Most pregnant women have heard the warnings about hot tubs, and the fear of overheating extends into showering, now, too. Some websites go so far as to recommend “a cool bath” instead. Sorry, folks. I look forward to that relaxing shower every single night. It’s not scalding, but it’s definitely a whole lot hotter than tepid. I also bring a tall glass of ice water right in there with me. Yum. OB-approved.

I pick up the baby.
And by “the baby,” I mean the almost-thirty-pound toddler who squirms and struggles and sometimes flings herself backward. She also does this thing where she abruptly squeezes her legs together (around my belly — yowch!) when she’s ready to get down. To be fair, my OB has asked me to limit this activity as much as possible, especially in these later weeks. But Peaches needs to be lifted into shopping carts and high chairs and buckled into her car seat, and someone needs to do those things. She also needs a cuddle from Mommy sometimes. How am I supposed to resist that? Especially when it feels so bittersweet to think that soon, she won’t be my only baby anymore. Soon, this child will look GIGANTIC beside her tiny, helpless baby brother.
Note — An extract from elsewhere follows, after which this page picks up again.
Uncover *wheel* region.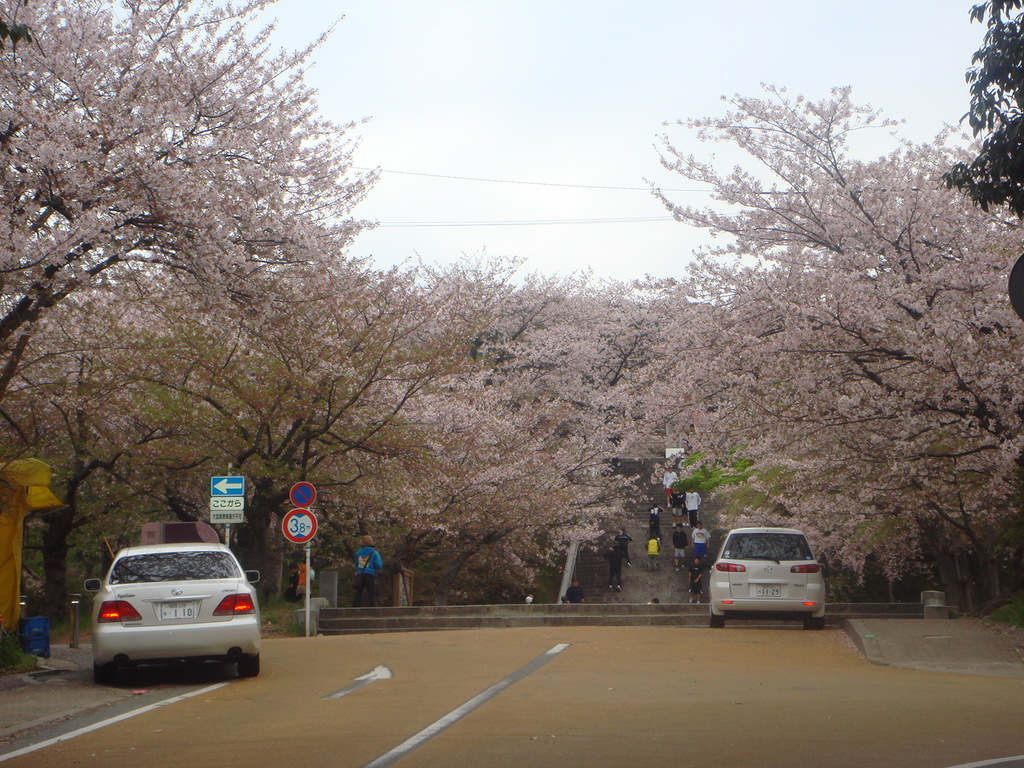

At least by then I’ll be able to sip some real bubbly. But for now, Bakery Stranger, on this almost-Independence Day, please allow me the freedom to drink this barely-caffeinated coffee that I won’t even be able to finish. Happy Fourth!

About Melissa

Melissa is a SAG-AFTRA actress and former high school teacher from Michigan who (reluctantly) moved across the country when she was six months pregnant. She is the winner of the SmokeLong Quarterly Grand Micro Contest and a past winner of the Breakwater Review Fiction Prize (selected by Susanna Kaysen, author of Girl, Interrupted), the F(r)iction flash fiction competition, and The Writer's inaugural personal essay contest, and her work has appeared or is forthcoming in The Cincinnati Review, The Greensboro Review, New Ohio Review, HuffPost, Scary Mommy, and The Boston Globe Magazine, among others. She has been shortlisted for both the Bridport Prize and the Bath Flash Fiction Award and was recently selected for The Best Small Fictions and the Wigleaf Top 50. Melissa is represented by Jill Marr of the Sandra Dijkstra Literary Agency.